On the eve of the 1956 season finale, at Southern California, Leahy said: “It’s not the losses that upset me. It’s the attitude. What has happened to the old Notre Dame spirit?”

Brennan’s teams went 7-3 and 6-4 in the following two seasons, but with Notre Dame’s glory days clearly at an end, he was asked to resign. He was fired after refusing to do so, telling Sports Illustrated soon afterward that he didn’t want to be seen as “quitting and running out.”

He was replaced by Joe Kuharich, a Notre Dame guard of the 1930s who had been coaching the Washington Redskins. Kuharich never had a winning team in four seasons at Notre Dame.

Brennan became an investment banker in Chicago. He never coached football again.

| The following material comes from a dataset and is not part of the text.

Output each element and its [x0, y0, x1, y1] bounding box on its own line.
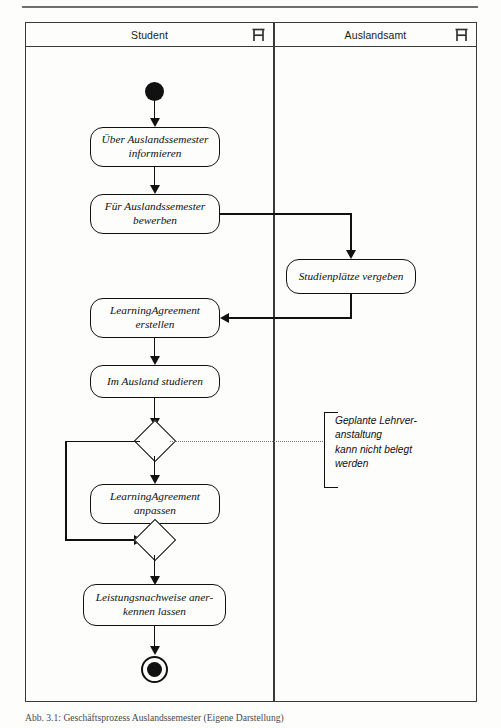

Brennan in survived by four sons, Terry, Chris, Joe and Matt; two daughters, Denise Dwyer and Jane Lipton; 25 grandchildren and 32 great-grandchildren. His wife, Mary Louise, died in 2001.

Looking back at his firing, Brennan felt that criticism from Leahy had turned Notre Dame alumni against him. “Psychologically in his mind, if the person who followed him succeeded, somehow that took away from what he did,” Brennan told The South Bend Tribune in 1999. “I had absolutely no use for him.”

“It’s a real shame, kind of sad,” Hornung said of Brennan. “He could have been one of the great coaches in Notre Dame history.”